I thought polishing your pole just came naturally.
mndsm wrote: I hear a pole will shrink in the cold. Laws of thermodynamics and such.
Good idea. Do you have a pool?
bigdaddylee82 wrote: In reply to Wall-e: I legitimately thought this was going to be a Festivus thread.
No, unfortunately it's just that my pole has too much girth and I need to stuff it into two tight holes that are waiting for it.
Lathe or grind. This is not a time for polishing. Trying to polish or even grind with some sanding belts will take forever trying to remove .006.... Take it to a machine shop.
Have you tried rubbing it down with Kielbasa? Oh, you said polish, not Polish.

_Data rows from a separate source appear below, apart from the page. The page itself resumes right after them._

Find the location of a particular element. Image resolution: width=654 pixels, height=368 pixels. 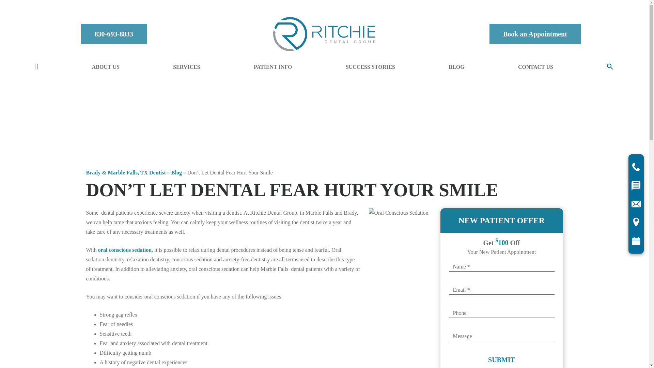

Ritchie Dental Group is located at coordinates (324, 34). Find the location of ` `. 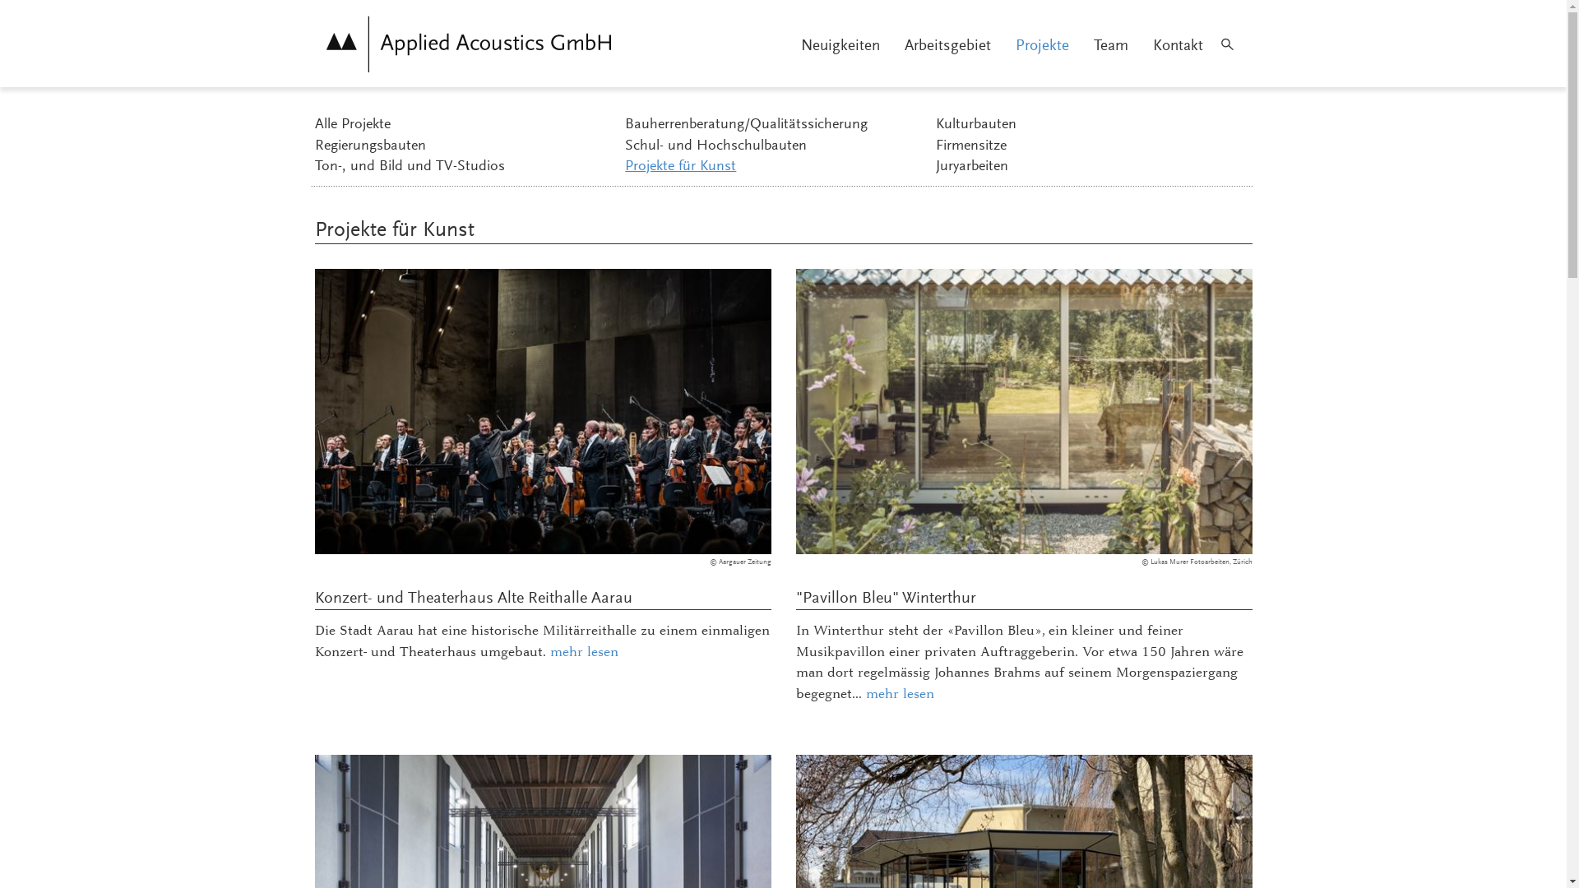

  is located at coordinates (314, 77).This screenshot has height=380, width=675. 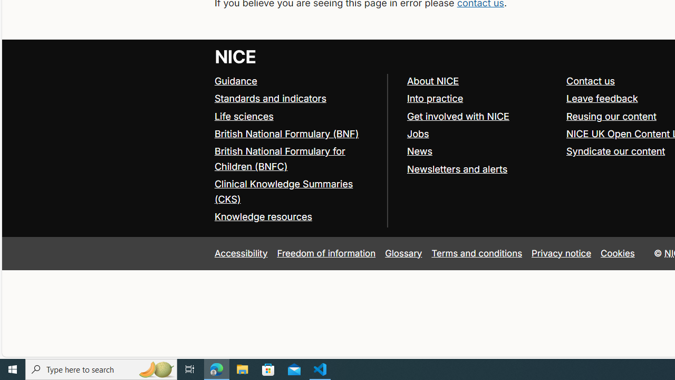 What do you see at coordinates (458, 116) in the screenshot?
I see `Get involved with NICE` at bounding box center [458, 116].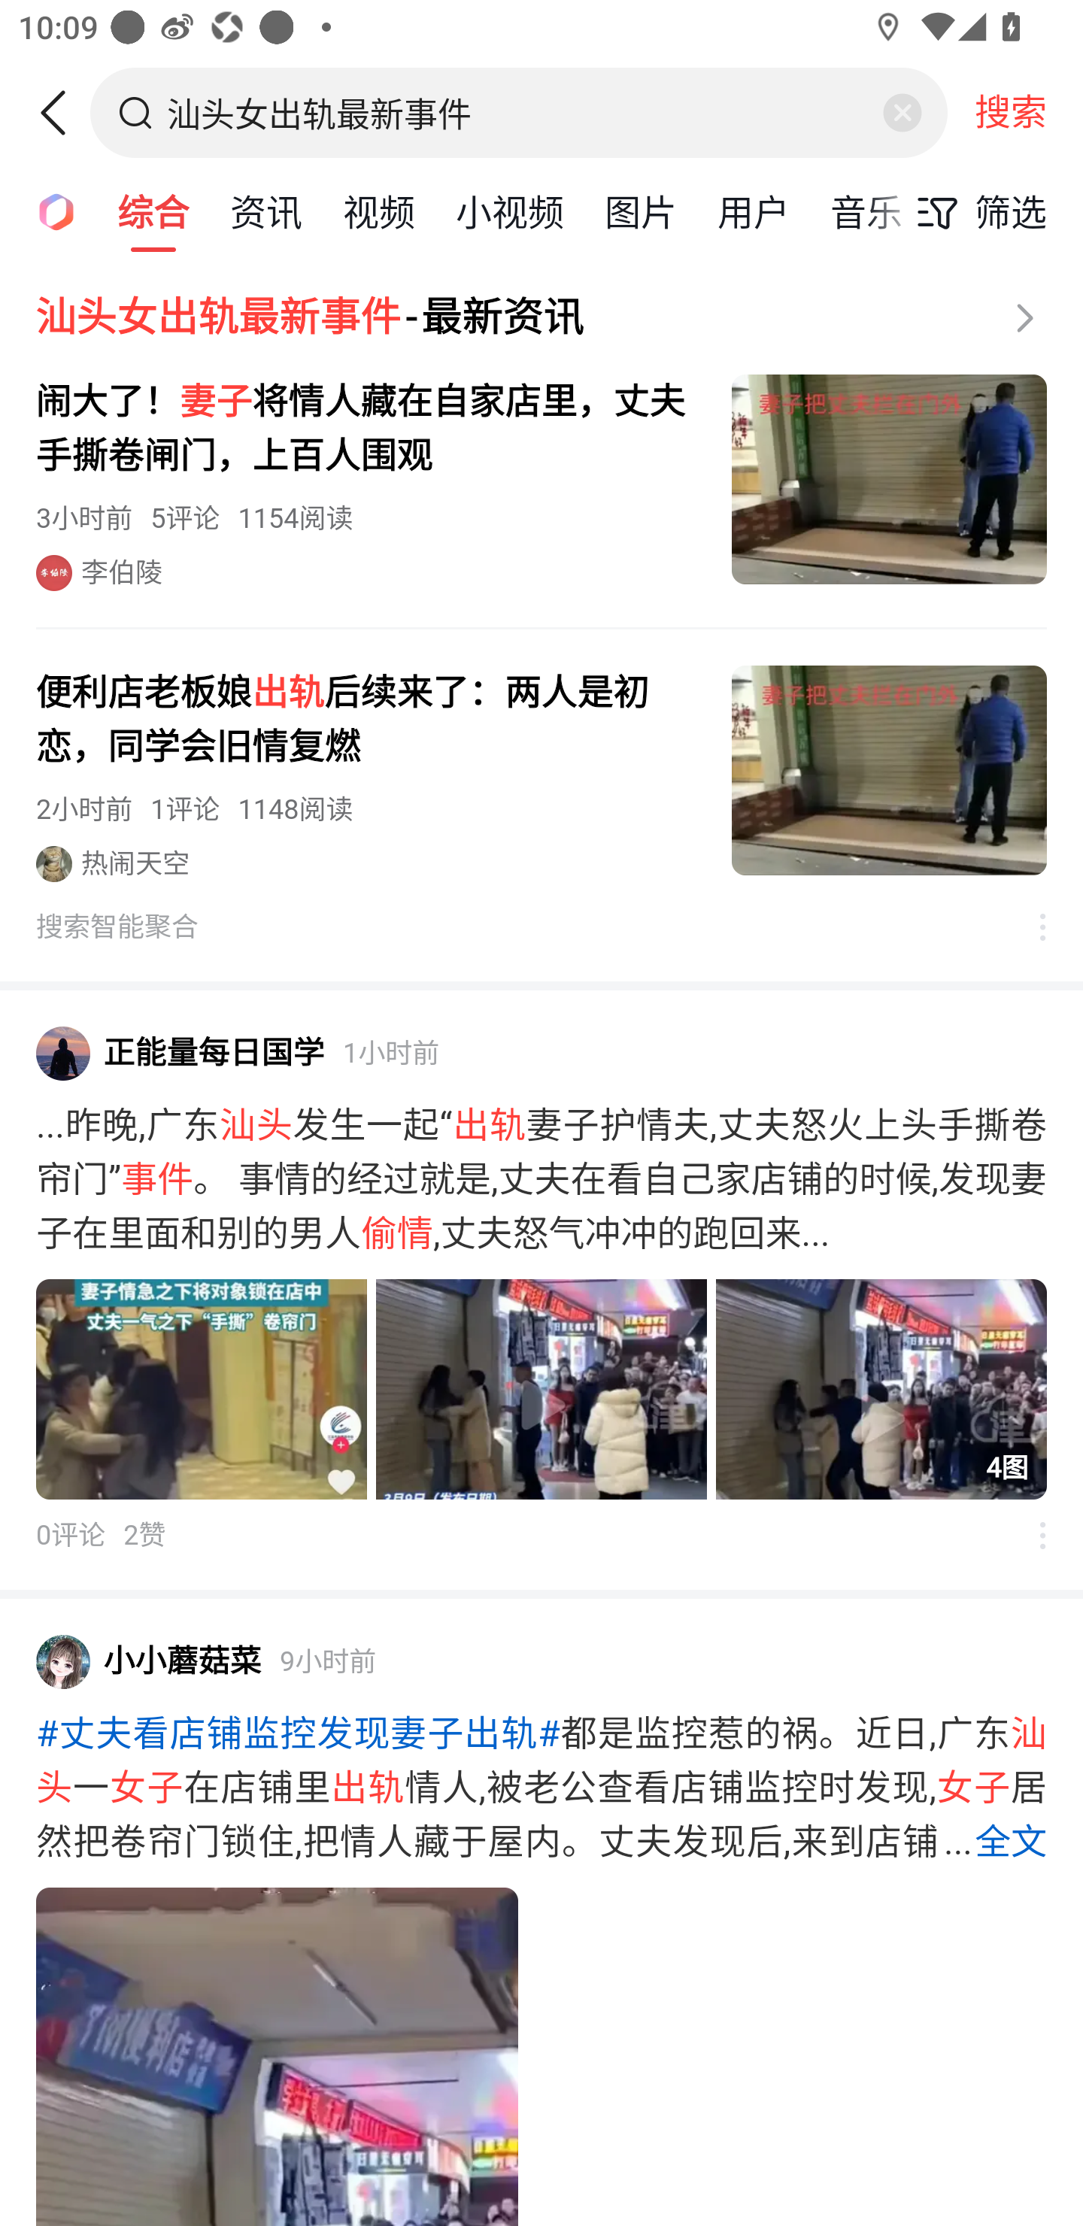  I want to click on 汕头女出轨最新事件 -最新资讯, so click(541, 317).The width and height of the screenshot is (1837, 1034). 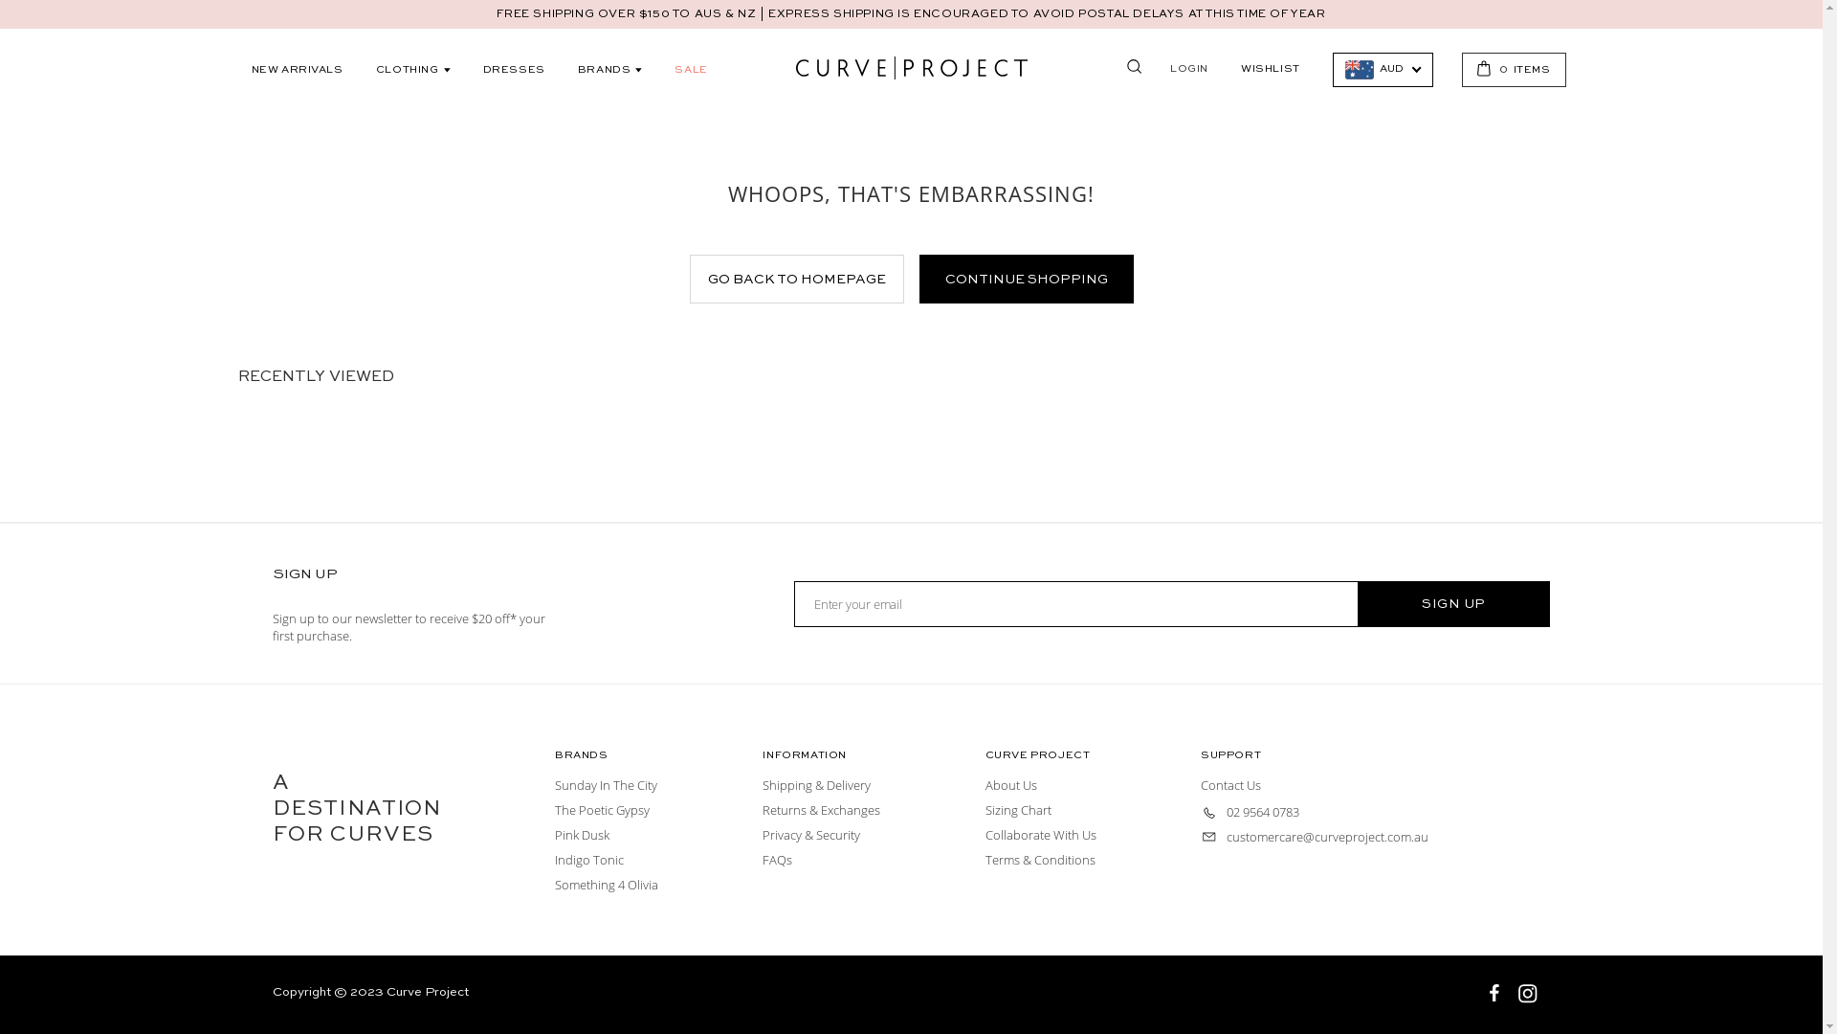 I want to click on Share on Facebook, so click(x=1497, y=995).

What you need is a machine called a Macoser (at least that's what we call them at work, which is probably a brand name rather than the technically correct term.) Basically it's a machine that has two sanding belts that revolve around the tube. With an aggressive belt, I'll bet you could take that .006" off in no more than a half dozen passes. Shouldn't be more than 5 minutes of work. Might wanna call a polishing shop and see if they might do it for cheap, or swing by and try to bribe one of their guys with beer.
Huckleberry wrote:bigdaddylee82 wrote: In reply to Wall-e: I legitimately thought this was going to be a Festivus thread.No, unfortunately it's just that my pole has too much girth and I need to stuff it into two tight holes that are waiting for it.
At the same time no less. That takes talemt.
Huckleberry wrote: In reply to fasted58: I could rent one of those for a couple bucks
Pipe machine doesn't spin all that fast. A 5" pneumatic grinder w/ a 36 grit disc oughta rough it in followed by finer grits to get the OD you need. If you built a gage from small piece of tubing w/ 2.495" (+ clearance) ID you wouldn't have to use calipers, sorta like a go-no-go gage. Keep at it till the gage slides end to end.